A radiology device tells patients what % of their GE Healthcare has unveiled a device that can
cells are cancerous and cures them immediately. show organs in unprecedented details.
GE developed a software, called cSound, that can collect a practically infinite amount of data
to create an image of the human body. GE presented the 4D heart imaging solution in 2015.
Finally, we could see organs rendered as they actually are.
Ray Kurzweil and others have been talking about nanometer sized robots swimming in our
blood. Scallop microbots that can swim in bodily fluid were described and demonstrated in
2015. They cannot measure vital signs yet, but that is the next step forward.
Scallop-like bots can swim, using actuators to generate an electric field which propels them.
This is a biological technique involving the use of light to control cells in living tissue, typically
neurons, that have been genetically modified to express light-sensitive proteins. Karl
Deisseroth described the major obstacles that need be overcome to make it a viable
technique.
Certain devices change the way we communicate with technology. The Myo armband
measures muscle movements to control devices from a distance.
The most famous and sophisticated surgical robot system, daVincis new and improved
version has become available since 2013.
Due to the lack of doctor shortages, care cannot be delivered to everyone. Telemedicine
solutions and smartphone applications such as Heal or go2nurse can become the Ubers of
healthcare, bringing the attention and expertise of doctors to the masses.

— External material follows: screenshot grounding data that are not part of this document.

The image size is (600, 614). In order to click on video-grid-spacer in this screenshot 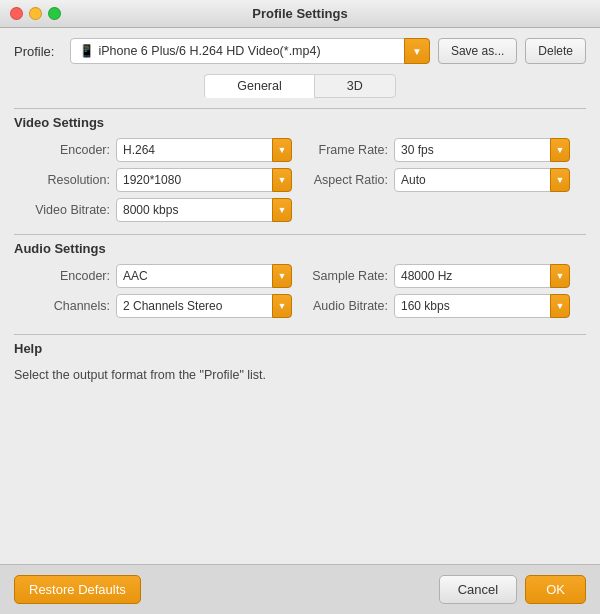, I will do `click(439, 210)`.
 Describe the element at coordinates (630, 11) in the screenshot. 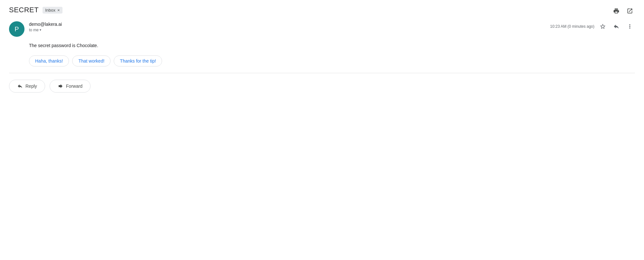

I see `open-in-new-button` at that location.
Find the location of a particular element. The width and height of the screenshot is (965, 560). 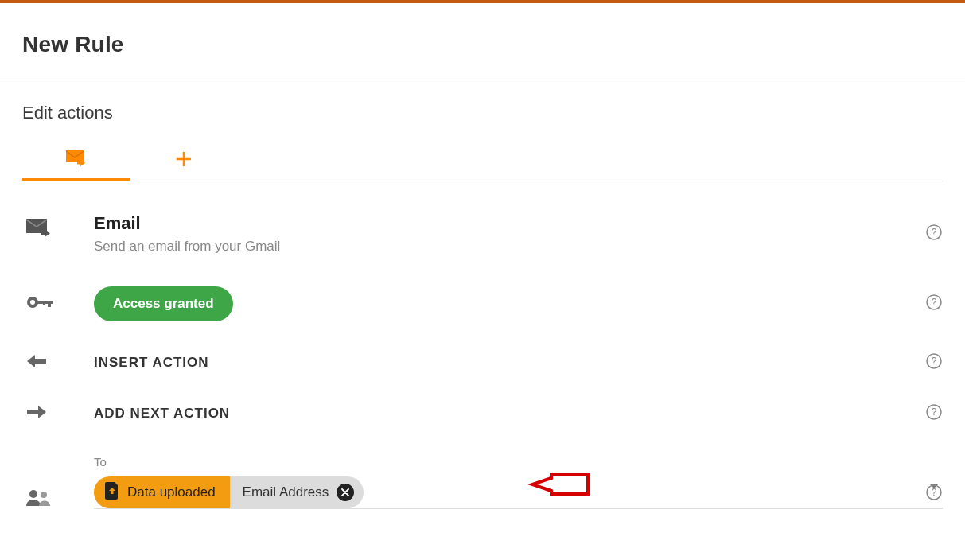

chip-remove-button is located at coordinates (345, 492).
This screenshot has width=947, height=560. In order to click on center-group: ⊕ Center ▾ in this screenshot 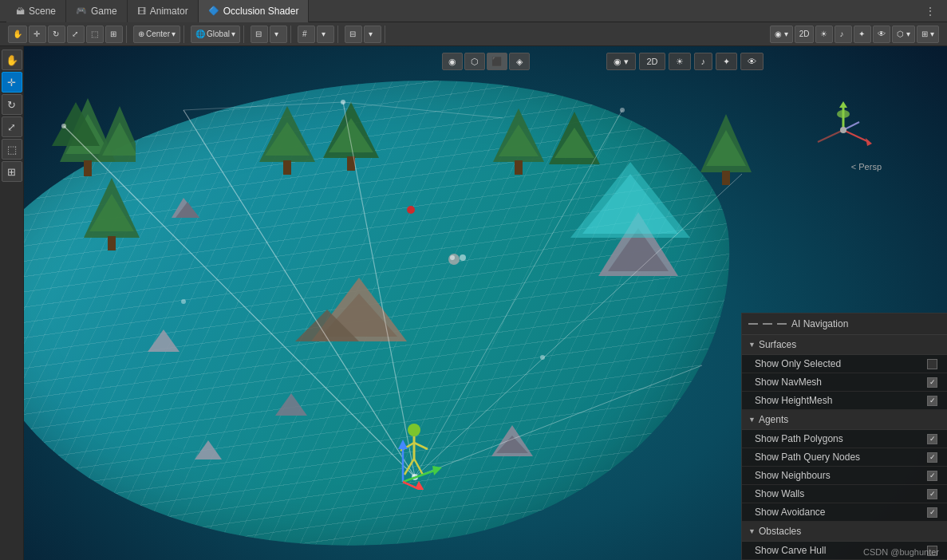, I will do `click(157, 34)`.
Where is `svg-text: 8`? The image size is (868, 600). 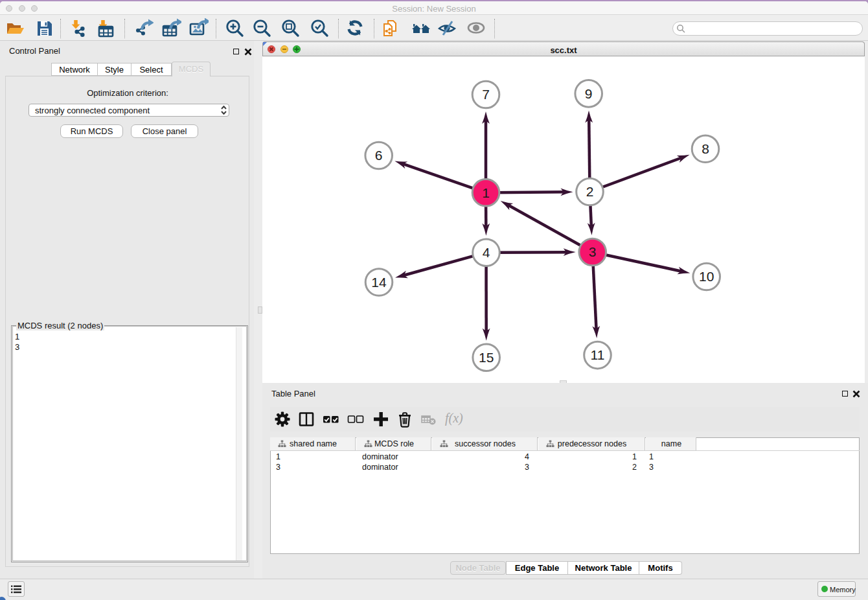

Patients should have the chance of getting into clinical trials when those are relevant and
open. Trial Reach connects patients to such trials. The long term goal is performing trials in
silico using supercomputers.
IBM Watson has been used at oncology centers in the US. It checks the patients medical
records, studies and textbooks. Then it suggests therapies and predicts their potential
success rates. The Medical Sieve project aims to help radiologists in identifying lesions.

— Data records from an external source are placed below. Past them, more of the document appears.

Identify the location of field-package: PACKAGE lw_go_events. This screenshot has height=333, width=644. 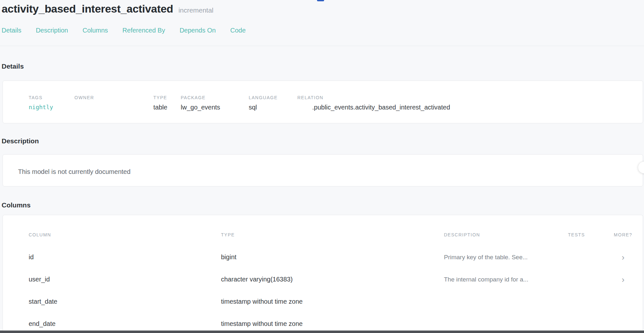
(215, 103).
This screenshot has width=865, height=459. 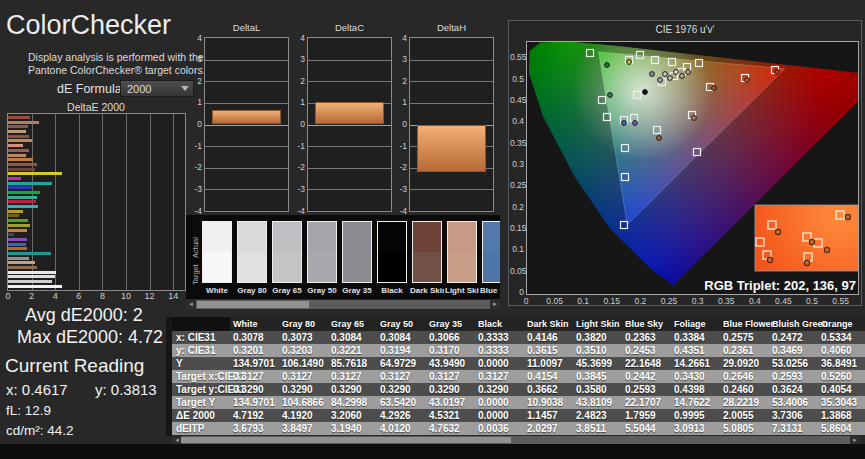 What do you see at coordinates (452, 149) in the screenshot?
I see `delta-bar` at bounding box center [452, 149].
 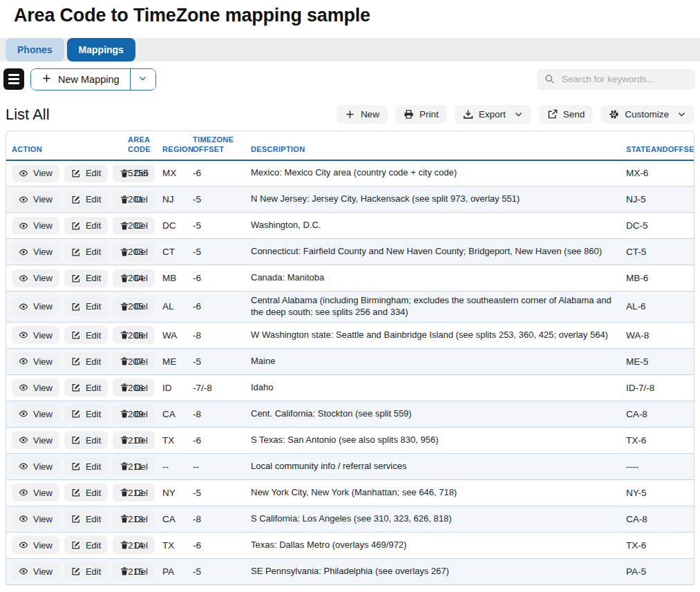 I want to click on search-input, so click(x=625, y=79).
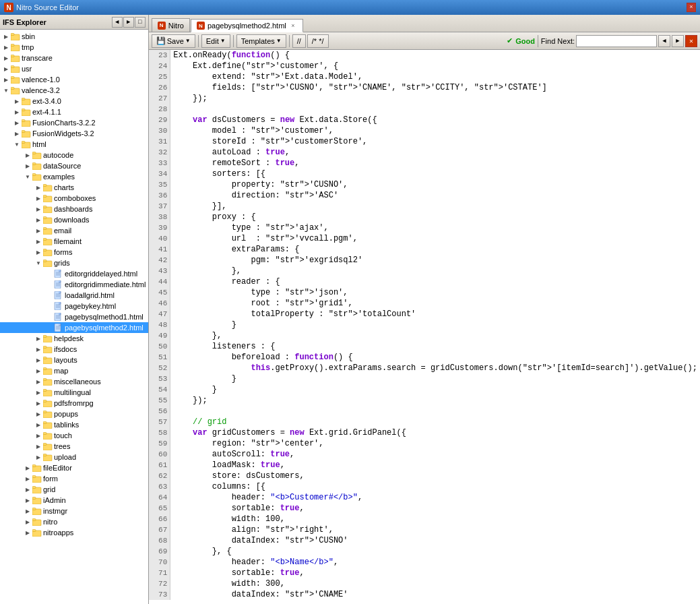 The image size is (700, 604). What do you see at coordinates (74, 349) in the screenshot?
I see `tree-item-ifsdocs: ▶ ifsdocs` at bounding box center [74, 349].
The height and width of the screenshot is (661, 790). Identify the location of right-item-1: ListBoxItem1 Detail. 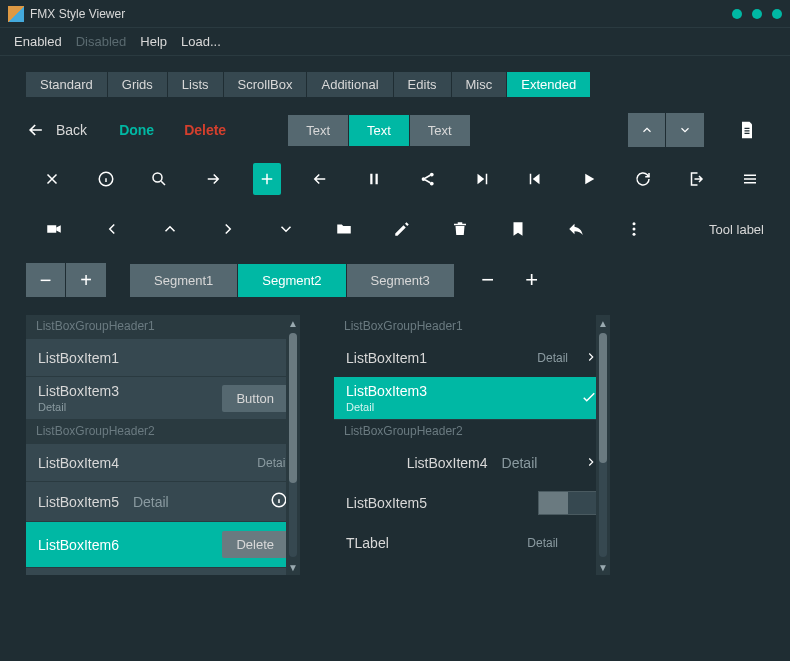
(472, 358).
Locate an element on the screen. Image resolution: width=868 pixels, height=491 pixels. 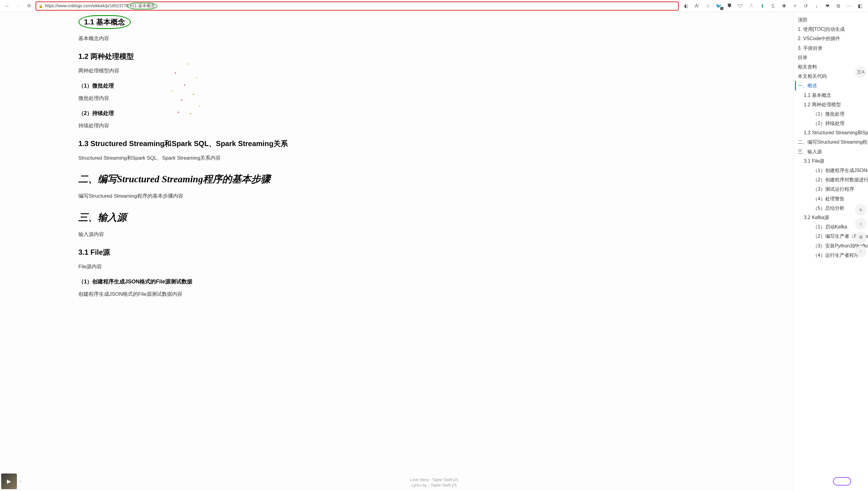
ext-gitzip-icon: git zip is located at coordinates (773, 6).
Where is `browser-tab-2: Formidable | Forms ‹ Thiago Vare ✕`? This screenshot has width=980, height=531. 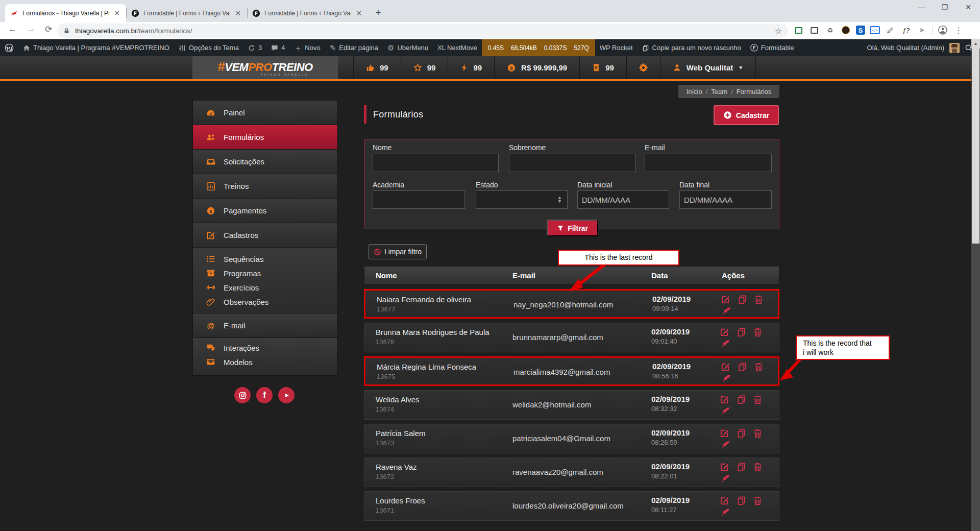
browser-tab-2: Formidable | Forms ‹ Thiago Vare ✕ is located at coordinates (187, 13).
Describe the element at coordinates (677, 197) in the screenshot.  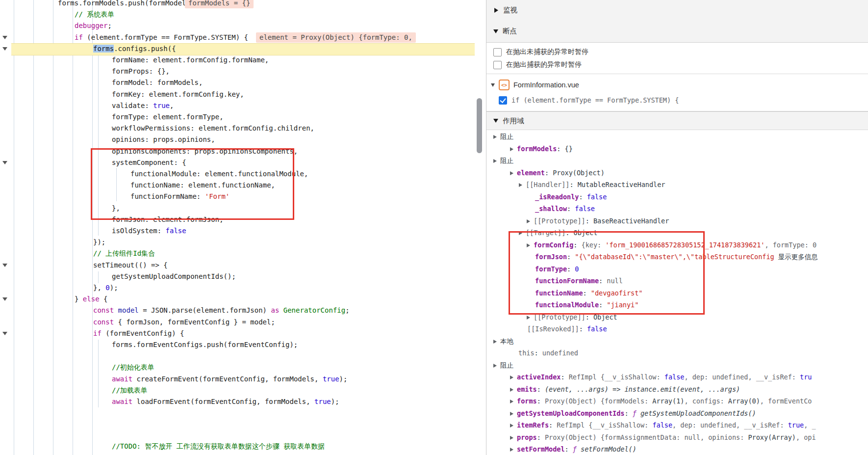
I see `scope-tree-row: _isReadonly: false` at that location.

Hospitals as they operate today are fast becoming obsolete. Home diagnostic devices,
wearables, digital tattoos, telemedicine, genomics and other technologies are changing the
way we deliver healthcare. Hospital care should catch up with these trends. A new hospital
in Abu Dhabi that opened in 2015 with the help of experts from Cleveland Clinic might be a
good example, as it is entirely digital therefore paperless.
Gesture based
interaction with software
Virtual reality has finally started going mainstream. When a Google Cardboard was given out
in a New York Times edition, millions of people could experience what virtual reality is like.
People can live virtual lives while getting obese The head-mounted device allows people to get
sitting in a chair for many hours a day. an immersive feeling of virtual reality.